The first step of indexing is to convert the given CSV dataset (stored in data/restaurants.csv) into a JSON-lines file which can be directly used as the HTTP request body of Elasticsearch document insertion requests.

The conversion is performed by the script ./convert.sh. The converted file is stored in data/restaurants.jsonl.

The gist of the conversion script is the following invocation of the jq tool:

jq -s --raw-input --raw-output \
  'split("\n") | .[1:-1] | map(split(",")) |
    map({
      "id": .[0],
      "name": .[1],
      "city": .[2],
      "location": {
        "lon": .[8] | sub("^\"\\["; "") | sub("\\s*"; "") | tonumber,
        "lat": .[9] | sub("\\]\"$"; "") | sub("\\s*"; "") | tonumber,
      },
      "averageCostForTwo": .[3],
      "aggregateRating": .[4],
      "ratingText": .[5],
      "votes": .[6],
      "date": .[7]
    })' "$input"

Here the CSV file is read as raw text, splitted into lines, has its first and last line discarded (as they are respectively the CSV header and a terminating blank line), splitted into columns by the , (comma) delimiter character, and each line is converted into a JSON object by jq. Note that jq is invoked in slurp mode so that the output is elaborated in one go.

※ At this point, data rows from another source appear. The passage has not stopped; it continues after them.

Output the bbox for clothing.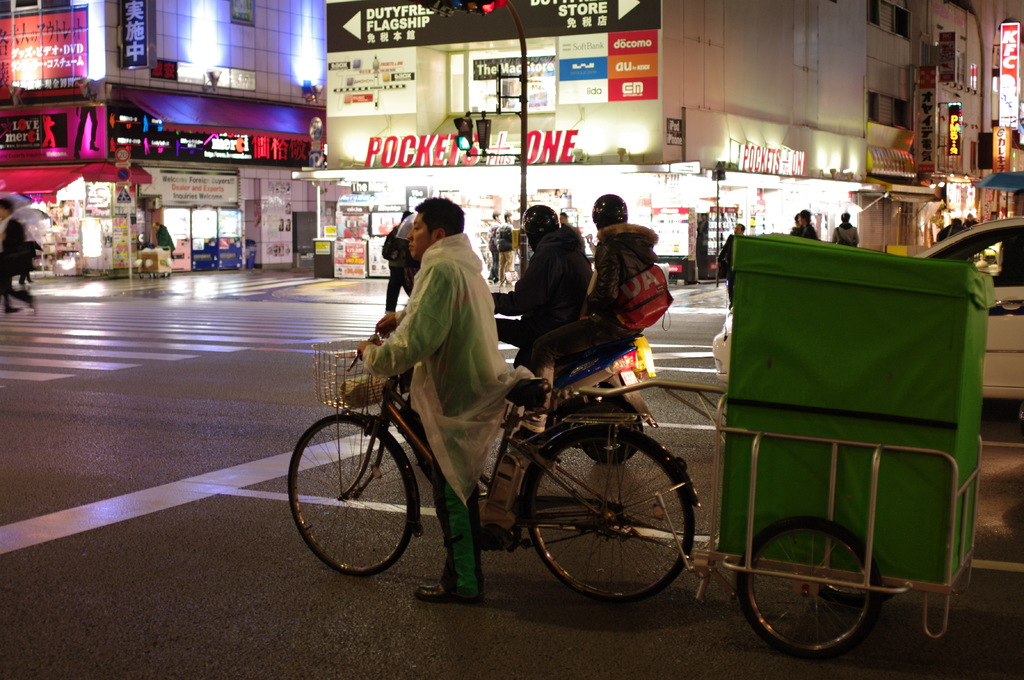
select_region(495, 219, 511, 283).
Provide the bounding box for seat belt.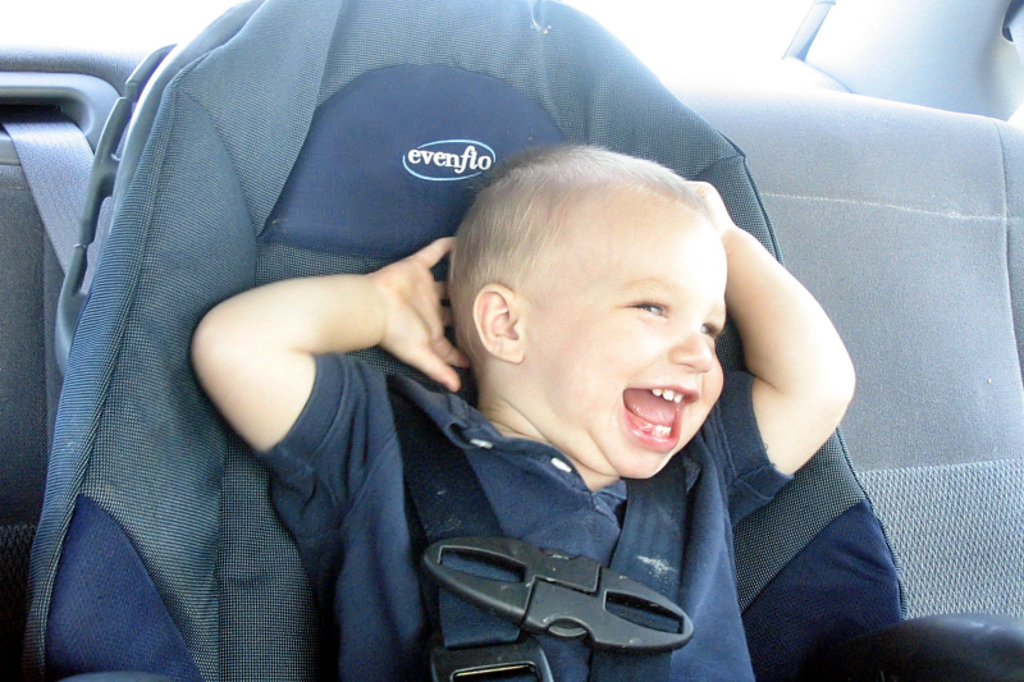
<region>379, 381, 684, 681</region>.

Location coordinate strings are represented in the CSV with the pattern:

"[{longitude}, {latitude}]"

(with {longitude} and {latitude} being two JSON formatted floats). Therefore, the comma split performed by jq divides each cell value in two pieces. I exploit this side effect by simply removing the spurious non-numeric characters (like []" and space), converting the obtained strings into floats and storing them in the lon and lat properties of location.

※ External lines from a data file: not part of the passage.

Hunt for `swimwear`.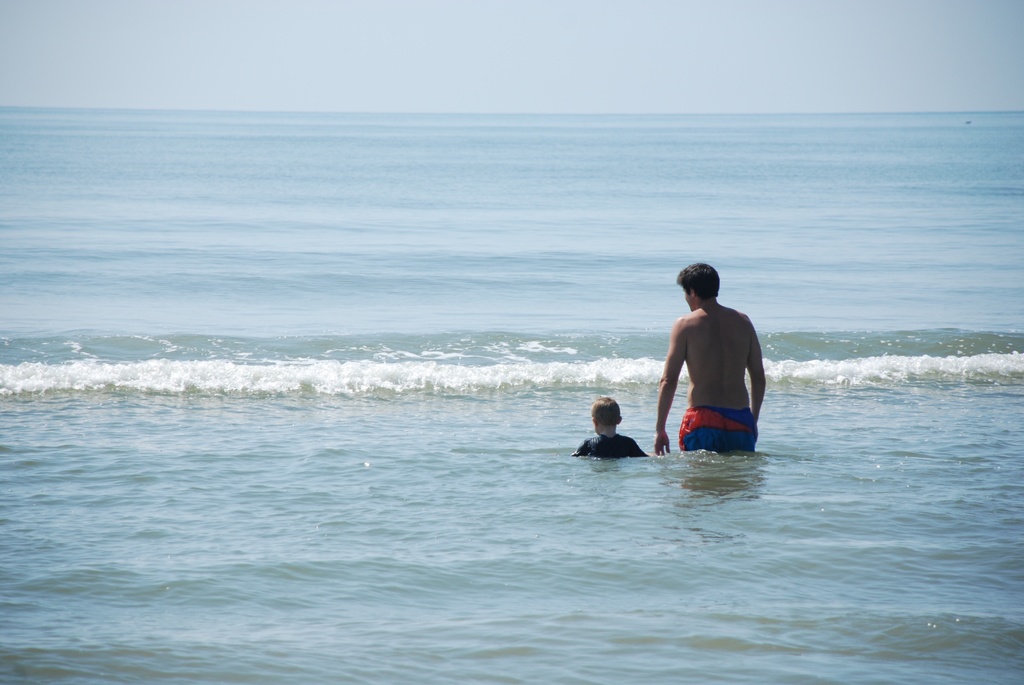
Hunted down at (672, 410, 759, 453).
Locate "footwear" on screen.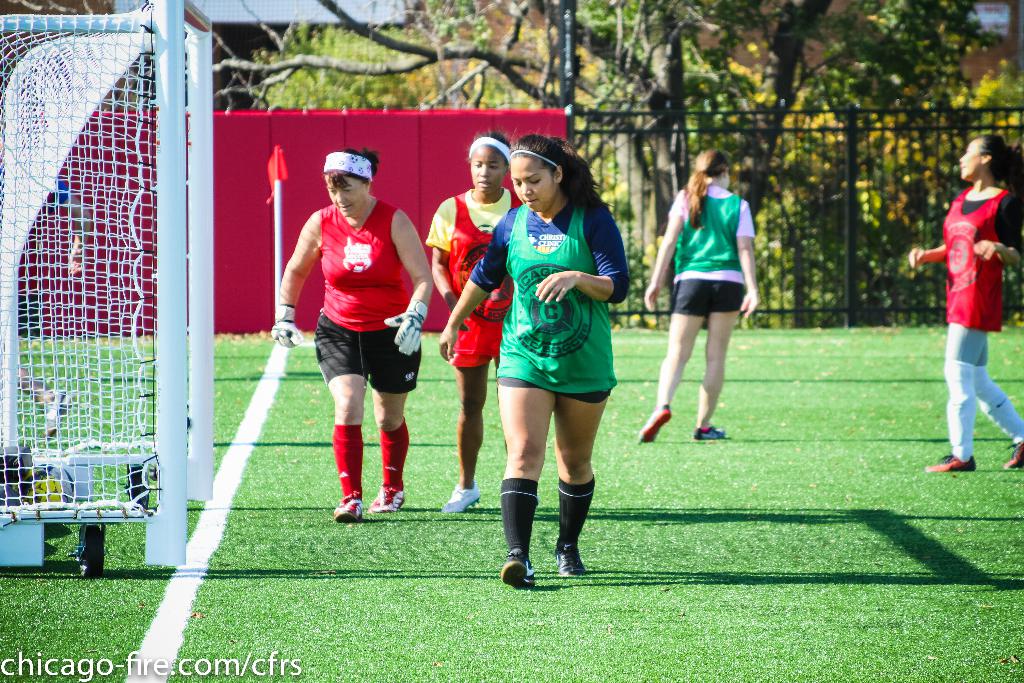
On screen at 1004, 439, 1023, 469.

After the conversion, the JSON-lines dataset is uploaded as an Elasticsearch index named restaurants by the script upload.sh. The script assumes Elasticsearch is deployed locally, uses HTTPS authentication and has HTTP basic authentication turned on. Installation parameters for my machine are hardcoded in variables at the start of the script and may be adapted to the local installation to run it.

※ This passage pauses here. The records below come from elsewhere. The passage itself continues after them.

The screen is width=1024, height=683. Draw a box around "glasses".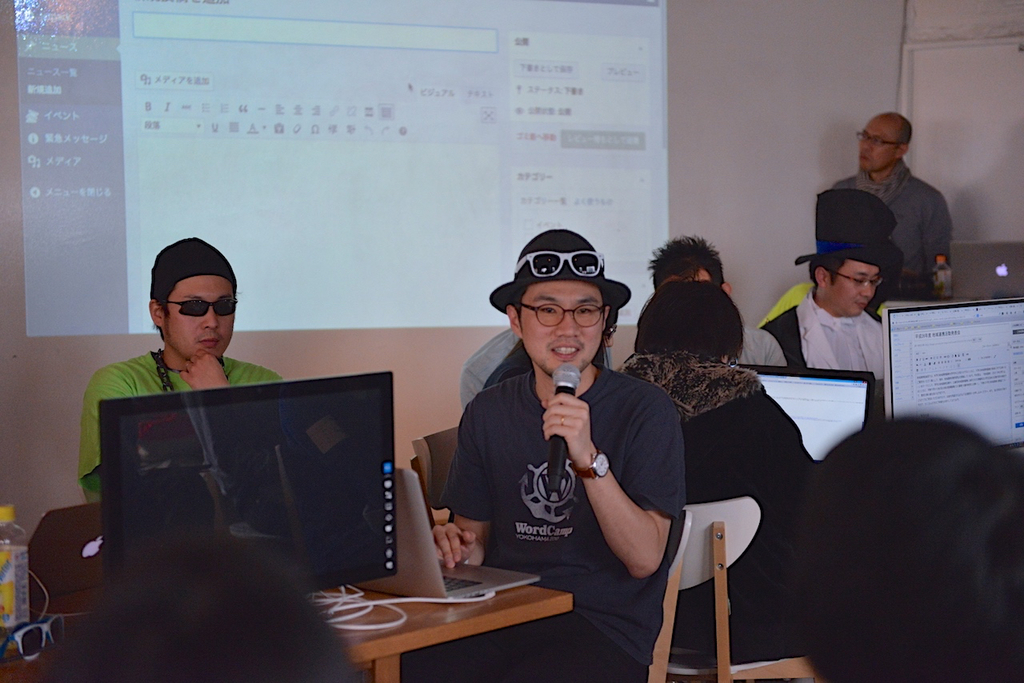
514/298/611/326.
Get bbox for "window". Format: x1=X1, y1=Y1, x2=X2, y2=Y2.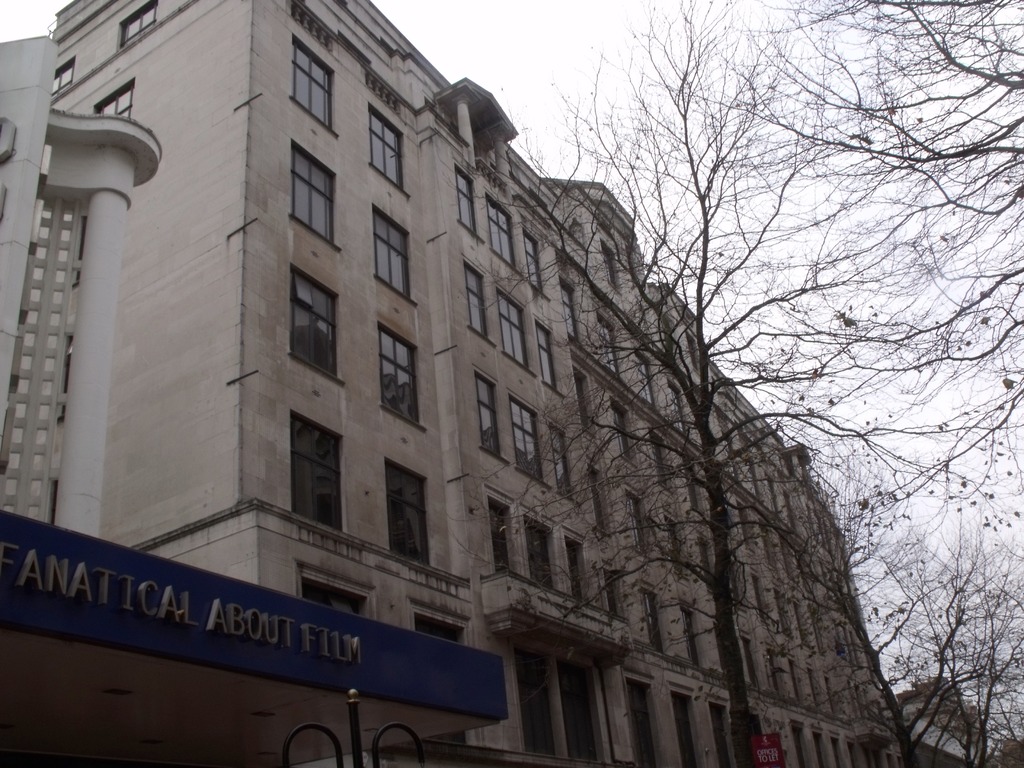
x1=595, y1=233, x2=621, y2=294.
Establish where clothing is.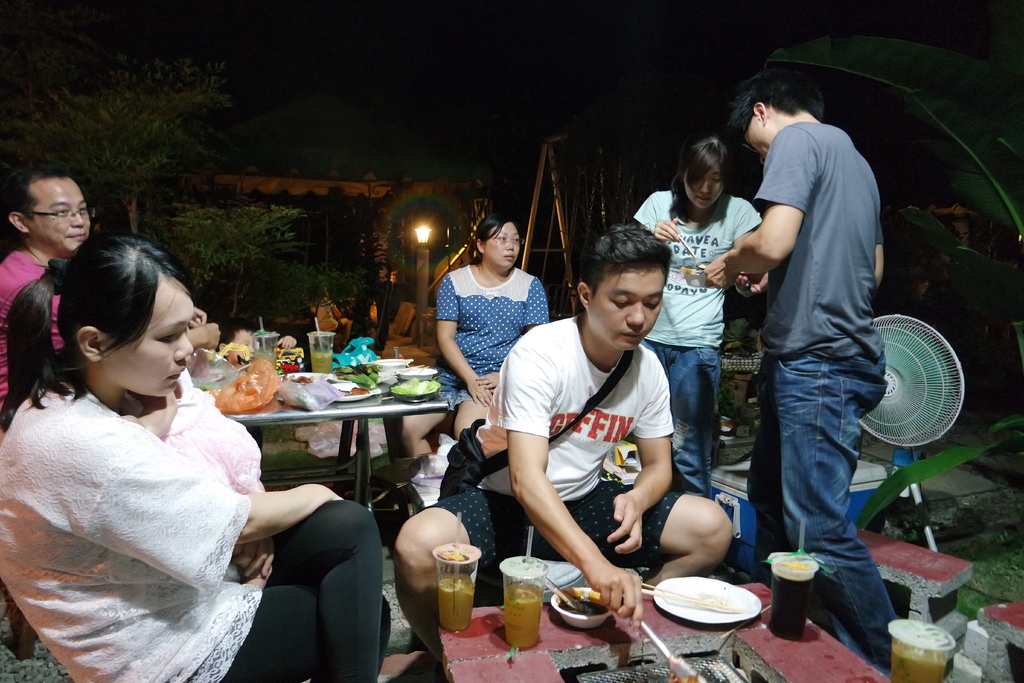
Established at region(621, 184, 772, 499).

The upload script, in order:

  • Tries to DELETE (ignoring failures, e.g. if the index does not exist) and POSTs the /restaurants index, which will be used to store the documents.
  • Field mappings are POSTed at the URI /restaurants/_mappings/. Mappings are defined in the mappings.json file.
  • The lines of the dataset are read one-by-one, and then the correspoding document is POSTed at the URI /restaurants/_doc/{id} where {id} is the value of the id field for the document/line.

The mappings map the id field to type long, all other numeric fields to type float, the location field to type geo_point, and the date field to type date by using non-strict ISO 8601 with optional time as a parsing format. All string fields are stored as type text, while also defining a .keyword alias for each to allow exact match queries on each field.